There’s more room in the back, too.

Avon Mayor Jennie Fancher said a deck off the west side of the stage, between the stage and the lake, is a good spot for weddings or other small-group events.

Those smaller private and public events will fill in times between the six or seven “signature” events the town is planning for the park, Fancher said.

The town’s Salute to the USA in July is well established. WinterWonderGrass may become another of those big park parties. Flavors of Colorado, a summer event, is set for a second run this year, and Cielo Lindo, a Latino music and heritage festival, will have its debut in September.

UPHILL BATTLE

But nothing about the current stage was easy. Wolf said he spent nearly two years on a committee that designed the stage. Then, late in summer of 2014, came a serious blow to the project, when the original cost estimate of $1.9 million ballooned to $3.8 million.

“We learned that steel is really expensive right now,” Fancher said.
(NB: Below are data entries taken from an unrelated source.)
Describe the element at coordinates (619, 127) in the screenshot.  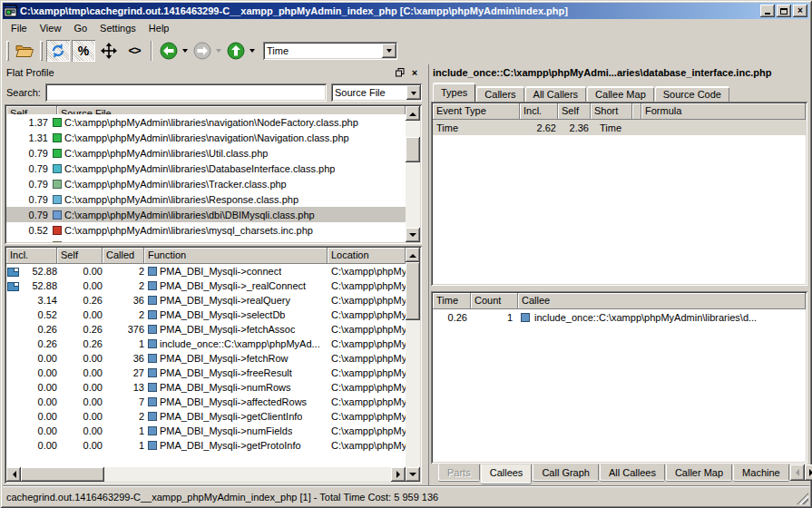
I see `event-type-row: Time 2.62 2.36 Time` at that location.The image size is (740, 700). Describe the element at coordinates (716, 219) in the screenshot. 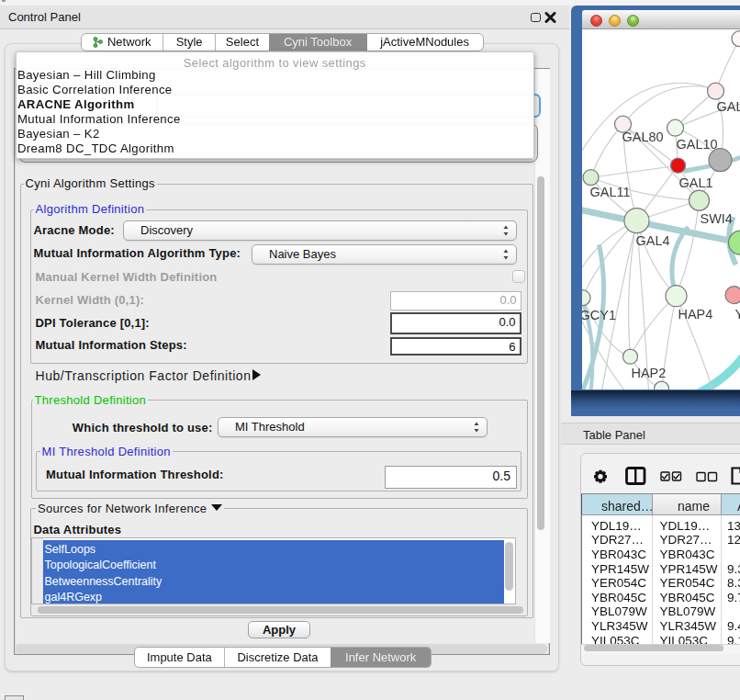

I see `svg-text: SWI4` at that location.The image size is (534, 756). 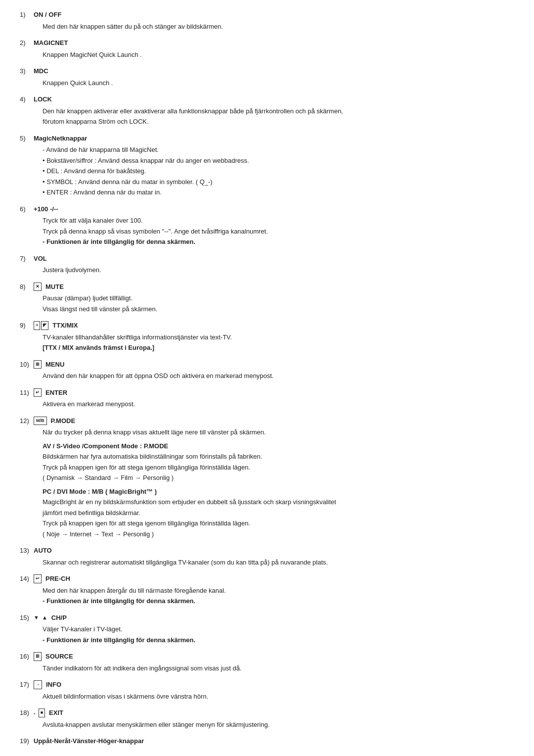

With construction begun and the Championships and WinterWonderGrass looming, the Town Council approved the extra cost.

Fancher said she hopes that as successful events come to the park, people view the stage as an asset.

Wolf is more optimistic, believing that the stage will become a valuable cornerstone for both events and civic life in town. He continues to believe that big promoters including AEG and Live Nation will see the venue as somewhere they would like to book acts.

“We want something for everybody on that stage,” Wolf said.